Read the records and gather each line that includes "Resources".
-- Opening Marker --
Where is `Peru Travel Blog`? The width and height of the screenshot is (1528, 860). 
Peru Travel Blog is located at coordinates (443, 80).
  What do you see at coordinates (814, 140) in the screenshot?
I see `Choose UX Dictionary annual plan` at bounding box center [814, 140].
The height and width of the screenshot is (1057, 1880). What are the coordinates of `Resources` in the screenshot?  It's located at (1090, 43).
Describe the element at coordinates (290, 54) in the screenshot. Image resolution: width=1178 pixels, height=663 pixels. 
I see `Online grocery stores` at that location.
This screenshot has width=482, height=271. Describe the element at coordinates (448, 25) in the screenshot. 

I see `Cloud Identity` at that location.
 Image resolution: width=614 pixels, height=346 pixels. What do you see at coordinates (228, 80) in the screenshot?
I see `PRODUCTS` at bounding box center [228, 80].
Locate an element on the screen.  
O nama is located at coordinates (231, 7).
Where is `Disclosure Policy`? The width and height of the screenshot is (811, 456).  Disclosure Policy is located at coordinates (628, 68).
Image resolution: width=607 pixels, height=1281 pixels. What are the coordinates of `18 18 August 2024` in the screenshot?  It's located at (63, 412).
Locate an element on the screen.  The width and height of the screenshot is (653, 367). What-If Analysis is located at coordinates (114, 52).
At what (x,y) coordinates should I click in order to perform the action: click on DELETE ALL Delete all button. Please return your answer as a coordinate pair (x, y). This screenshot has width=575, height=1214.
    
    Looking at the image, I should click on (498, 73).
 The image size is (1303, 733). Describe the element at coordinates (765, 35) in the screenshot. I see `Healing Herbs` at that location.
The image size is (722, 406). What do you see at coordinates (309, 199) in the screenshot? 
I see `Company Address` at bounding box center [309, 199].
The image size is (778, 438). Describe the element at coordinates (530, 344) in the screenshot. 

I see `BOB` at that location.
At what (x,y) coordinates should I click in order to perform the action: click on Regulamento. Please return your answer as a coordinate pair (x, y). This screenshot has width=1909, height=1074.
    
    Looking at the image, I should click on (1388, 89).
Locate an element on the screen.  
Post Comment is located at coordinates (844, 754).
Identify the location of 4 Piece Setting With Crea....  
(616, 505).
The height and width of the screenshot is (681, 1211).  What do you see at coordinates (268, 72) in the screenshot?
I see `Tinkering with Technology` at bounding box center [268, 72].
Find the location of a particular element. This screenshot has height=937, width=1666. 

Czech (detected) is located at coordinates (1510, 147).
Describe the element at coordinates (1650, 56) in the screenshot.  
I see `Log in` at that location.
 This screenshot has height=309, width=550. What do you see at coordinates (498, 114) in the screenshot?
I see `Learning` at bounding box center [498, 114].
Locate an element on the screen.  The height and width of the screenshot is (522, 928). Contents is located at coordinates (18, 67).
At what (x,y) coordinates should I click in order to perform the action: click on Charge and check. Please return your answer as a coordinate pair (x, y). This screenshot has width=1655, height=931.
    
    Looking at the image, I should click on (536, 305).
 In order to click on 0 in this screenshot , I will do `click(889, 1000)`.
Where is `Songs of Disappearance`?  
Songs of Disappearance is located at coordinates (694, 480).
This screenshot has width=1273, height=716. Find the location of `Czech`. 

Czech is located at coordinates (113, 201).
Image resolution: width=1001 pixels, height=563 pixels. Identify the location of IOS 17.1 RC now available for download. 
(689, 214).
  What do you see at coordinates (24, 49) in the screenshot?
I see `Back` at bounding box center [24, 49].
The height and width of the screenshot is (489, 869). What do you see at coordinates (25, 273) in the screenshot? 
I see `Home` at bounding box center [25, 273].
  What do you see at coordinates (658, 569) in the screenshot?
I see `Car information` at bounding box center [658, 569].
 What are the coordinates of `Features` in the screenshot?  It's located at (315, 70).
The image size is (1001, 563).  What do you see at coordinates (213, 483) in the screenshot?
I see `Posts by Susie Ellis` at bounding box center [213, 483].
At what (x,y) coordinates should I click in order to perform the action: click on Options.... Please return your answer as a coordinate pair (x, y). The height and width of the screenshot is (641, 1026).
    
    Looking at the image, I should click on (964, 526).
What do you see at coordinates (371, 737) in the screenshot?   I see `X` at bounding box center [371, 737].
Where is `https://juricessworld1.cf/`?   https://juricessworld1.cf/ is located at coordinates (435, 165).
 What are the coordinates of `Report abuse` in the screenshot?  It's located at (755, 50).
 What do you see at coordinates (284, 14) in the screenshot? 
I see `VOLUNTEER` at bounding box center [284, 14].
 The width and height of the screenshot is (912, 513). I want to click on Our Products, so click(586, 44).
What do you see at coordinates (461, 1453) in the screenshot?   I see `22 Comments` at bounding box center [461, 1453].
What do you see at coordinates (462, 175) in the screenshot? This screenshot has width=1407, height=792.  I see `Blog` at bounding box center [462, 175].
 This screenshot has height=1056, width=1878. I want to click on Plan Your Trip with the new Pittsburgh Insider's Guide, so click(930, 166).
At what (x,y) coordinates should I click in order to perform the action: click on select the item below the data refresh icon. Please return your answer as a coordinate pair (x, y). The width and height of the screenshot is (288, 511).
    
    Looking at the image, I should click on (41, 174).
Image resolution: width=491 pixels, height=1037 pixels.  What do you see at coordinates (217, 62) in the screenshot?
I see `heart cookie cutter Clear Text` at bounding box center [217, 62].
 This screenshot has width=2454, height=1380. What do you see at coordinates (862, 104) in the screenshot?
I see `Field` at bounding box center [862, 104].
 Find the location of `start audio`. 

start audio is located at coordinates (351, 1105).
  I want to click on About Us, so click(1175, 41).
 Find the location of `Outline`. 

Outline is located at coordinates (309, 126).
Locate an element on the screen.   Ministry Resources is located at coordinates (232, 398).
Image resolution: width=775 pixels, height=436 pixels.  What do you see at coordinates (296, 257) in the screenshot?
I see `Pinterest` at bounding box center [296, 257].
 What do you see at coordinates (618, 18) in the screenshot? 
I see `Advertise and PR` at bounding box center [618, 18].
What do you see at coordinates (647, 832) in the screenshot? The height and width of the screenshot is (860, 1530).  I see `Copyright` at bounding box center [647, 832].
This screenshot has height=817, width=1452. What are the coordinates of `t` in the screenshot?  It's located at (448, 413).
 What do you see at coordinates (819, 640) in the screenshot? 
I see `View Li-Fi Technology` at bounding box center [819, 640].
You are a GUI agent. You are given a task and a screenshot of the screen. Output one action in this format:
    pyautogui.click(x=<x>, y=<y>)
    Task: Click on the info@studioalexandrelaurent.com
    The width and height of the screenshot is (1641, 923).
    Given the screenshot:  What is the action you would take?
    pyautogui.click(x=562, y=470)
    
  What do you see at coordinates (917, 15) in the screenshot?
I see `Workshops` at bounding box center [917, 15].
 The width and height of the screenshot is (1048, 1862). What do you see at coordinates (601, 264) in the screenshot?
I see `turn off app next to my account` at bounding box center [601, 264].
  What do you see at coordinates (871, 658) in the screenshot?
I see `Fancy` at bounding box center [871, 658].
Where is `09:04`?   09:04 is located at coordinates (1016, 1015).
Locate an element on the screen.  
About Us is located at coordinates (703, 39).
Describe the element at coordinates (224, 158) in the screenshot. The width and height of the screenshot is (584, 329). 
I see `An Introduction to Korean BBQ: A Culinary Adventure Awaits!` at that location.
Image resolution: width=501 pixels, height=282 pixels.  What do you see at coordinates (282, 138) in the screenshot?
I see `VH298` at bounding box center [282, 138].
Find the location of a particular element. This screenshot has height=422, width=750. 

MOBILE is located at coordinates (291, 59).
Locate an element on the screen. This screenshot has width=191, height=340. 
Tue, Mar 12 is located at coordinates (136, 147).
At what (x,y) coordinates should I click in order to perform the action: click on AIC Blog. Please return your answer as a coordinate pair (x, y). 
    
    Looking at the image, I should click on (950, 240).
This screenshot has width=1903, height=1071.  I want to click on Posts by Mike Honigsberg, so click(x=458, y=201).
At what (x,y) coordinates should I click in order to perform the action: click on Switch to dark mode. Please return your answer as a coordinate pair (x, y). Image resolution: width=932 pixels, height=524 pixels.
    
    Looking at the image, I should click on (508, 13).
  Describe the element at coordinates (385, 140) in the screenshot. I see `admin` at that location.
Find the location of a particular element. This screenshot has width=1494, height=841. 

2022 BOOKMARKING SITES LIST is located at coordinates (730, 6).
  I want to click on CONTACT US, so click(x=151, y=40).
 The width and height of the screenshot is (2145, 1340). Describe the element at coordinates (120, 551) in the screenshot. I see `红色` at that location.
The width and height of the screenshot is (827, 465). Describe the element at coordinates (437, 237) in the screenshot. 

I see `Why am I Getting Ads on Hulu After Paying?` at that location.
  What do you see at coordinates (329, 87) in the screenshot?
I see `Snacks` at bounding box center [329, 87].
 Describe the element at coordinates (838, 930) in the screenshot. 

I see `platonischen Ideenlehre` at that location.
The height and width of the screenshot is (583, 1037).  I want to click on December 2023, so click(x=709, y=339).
-- Closing Marker --
- REPLY TO THE EXERCISE -
The height and width of the screenshot is (1057, 1880). What are the coordinates of `Resources` in the screenshot?  It's located at (1090, 43).
Locate an element on the screen.   Ministry Resources is located at coordinates (232, 398).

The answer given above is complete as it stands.